After class and lunch with the awesomest workshop group ever, I visited with my advisor. Since this is the last residency ever, I wanted to touch base with her about my future, something beyond the core courses. We had a great chat, which is why I'm feeling somewhat pumped and excited about the future. We discussed how I could gain perspective of the field outside of the academic library world. Academic libraries, especially small liberal arts colleges, is the bulk of my library experience, both as employee and user. When I have to think about a career that doesn't involve becoming a systems librarian at a similar institution, I'm blocked. I really don't know my options yet.
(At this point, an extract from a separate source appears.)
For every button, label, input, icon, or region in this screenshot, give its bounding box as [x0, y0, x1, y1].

Really, that's because I'm still new to this field as a professional and I haven't yet developed the skills that will dictate my options. She feels that once I get through the beginning 530s I'll have a clearer sense of where I'm headed. The idea of doing a directed fieldwork in a similar, but non-academic environment was proposed. If I could track something down, that would be perfect - building skills and an idea of where I'm headed all at once. After that we just chatted about life and the world and other tangentially related topics. She's a very cool person and I hope to find the excuse to get up to Seattle again, if just to talk with her.
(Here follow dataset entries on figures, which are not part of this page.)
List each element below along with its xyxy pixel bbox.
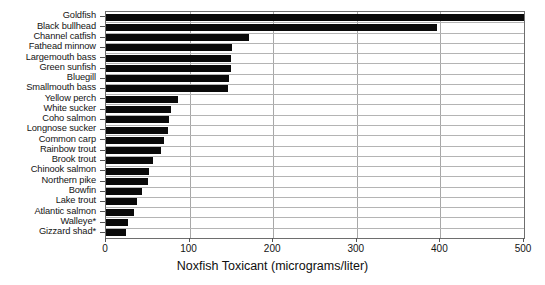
category-axis-labels: GoldfishBlack bullheadChannel catfishFat… bbox=[0, 11, 100, 237]
bar-row bbox=[106, 12, 524, 22]
bar bbox=[106, 157, 153, 164]
bar bbox=[106, 219, 128, 226]
bar-series bbox=[106, 12, 524, 238]
x-axis-tick-label: 200 bbox=[264, 243, 281, 254]
bar bbox=[106, 24, 437, 31]
category-label: Coho salmon bbox=[0, 114, 100, 124]
category-label: Lake trout bbox=[0, 196, 100, 206]
category-label: Walleye* bbox=[0, 216, 100, 226]
x-axis-tick-label: 100 bbox=[180, 243, 197, 254]
category-label: Bluegill bbox=[0, 73, 100, 83]
bar bbox=[106, 127, 168, 134]
bar-row bbox=[106, 63, 524, 73]
category-label: Longnose sucker bbox=[0, 124, 100, 134]
x-axis-tick-label: 400 bbox=[431, 243, 448, 254]
category-label: Chinook salmon bbox=[0, 165, 100, 175]
category-label: Bowfin bbox=[0, 186, 100, 196]
category-label: Northern pike bbox=[0, 175, 100, 185]
x-axis-tick-label: 300 bbox=[347, 243, 364, 254]
bar-row bbox=[106, 104, 524, 114]
bar-row bbox=[106, 166, 524, 176]
category-label: Black bullhead bbox=[0, 21, 100, 31]
bar-row bbox=[106, 217, 524, 227]
category-label: Rainbow trout bbox=[0, 144, 100, 154]
category-label: Goldfish bbox=[0, 11, 100, 21]
horizontal-bar-chart: GoldfishBlack bullheadChannel catfishFat… bbox=[0, 0, 545, 285]
category-label: Channel catfish bbox=[0, 32, 100, 42]
bar-row bbox=[106, 33, 524, 43]
bar-row bbox=[106, 197, 524, 207]
bar-row bbox=[106, 53, 524, 63]
category-label: Smallmouth bass bbox=[0, 83, 100, 93]
category-label: Largemouth bass bbox=[0, 52, 100, 62]
bar-row bbox=[106, 228, 524, 238]
bar bbox=[106, 85, 228, 92]
bar bbox=[106, 229, 126, 236]
bar-row bbox=[106, 145, 524, 155]
bar bbox=[106, 188, 142, 195]
bar bbox=[106, 178, 148, 185]
bar bbox=[106, 14, 524, 21]
bar-row bbox=[106, 74, 524, 84]
bar-row bbox=[106, 22, 524, 32]
plot-area bbox=[105, 11, 525, 239]
bar-row bbox=[106, 156, 524, 166]
bar bbox=[106, 65, 231, 72]
category-label: Common carp bbox=[0, 134, 100, 144]
bar bbox=[106, 96, 178, 103]
bar-row bbox=[106, 43, 524, 53]
bar bbox=[106, 55, 231, 62]
bar bbox=[106, 116, 169, 123]
bar bbox=[106, 147, 161, 154]
bar bbox=[106, 34, 249, 41]
bar-row bbox=[106, 135, 524, 145]
x-axis-tick-label: 0 bbox=[102, 243, 108, 254]
bar-row bbox=[106, 187, 524, 197]
x-axis-tick bbox=[439, 238, 440, 242]
x-axis-tick bbox=[105, 238, 106, 242]
bar bbox=[106, 168, 149, 175]
category-label: Atlantic salmon bbox=[0, 206, 100, 216]
bar-row bbox=[106, 84, 524, 94]
bar-row bbox=[106, 94, 524, 104]
x-axis-tick bbox=[356, 238, 357, 242]
x-axis-title: Noxfish Toxicant (micrograms/liter) bbox=[0, 259, 545, 273]
category-label: Brook trout bbox=[0, 155, 100, 165]
category-label: Green sunfish bbox=[0, 62, 100, 72]
bar-row bbox=[106, 125, 524, 135]
x-axis-tick bbox=[523, 238, 524, 242]
category-label: White sucker bbox=[0, 103, 100, 113]
bar bbox=[106, 106, 171, 113]
x-axis-tick bbox=[272, 238, 273, 242]
bar bbox=[106, 209, 134, 216]
bar-row bbox=[106, 176, 524, 186]
category-label: Fathead minnow bbox=[0, 42, 100, 52]
bar-row bbox=[106, 115, 524, 125]
bar bbox=[106, 137, 164, 144]
bar bbox=[106, 198, 137, 205]
category-label: Yellow perch bbox=[0, 93, 100, 103]
bar bbox=[106, 44, 232, 51]
x-axis-tick bbox=[189, 238, 190, 242]
category-label: Gizzard shad* bbox=[0, 227, 100, 237]
bar bbox=[106, 75, 229, 82]
x-axis-tick-label: 500 bbox=[515, 243, 532, 254]
bar-row bbox=[106, 207, 524, 217]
So now I'm back at the hotel, in the middle of the aforementioned lecture. The lecture and my meeting this afternoon lead me to think more on why I'm attracted to the organization of information. It's more than just a compulsion for order - I have often seen offices of catalogers that do not bespeak of a mind geared towards controlling chaos. Before I followed the path of Victorian Studies, I felt very drawn to the sciences, especially chemistry. I loved the precision of it, certainly. What I really loved was how you could write things down, how a simple collection of words and numbers could tell you so much. Entire reactions, creation and destruction, in a single line. If you could read it... Making things useful, making things accessible and easy, even if on the back end they're terribly complicated, is a lot of what we're doing now in libraries and a lot of what I want to do. There's so much possible data, but how do you get to it and how to do you render it in a way that people or machines can do what they need to do? That's the sort of question that I find interesting, though I doubt my ability to answer it. Well, at least my ability at this point in my career. But the question will still be there in three years.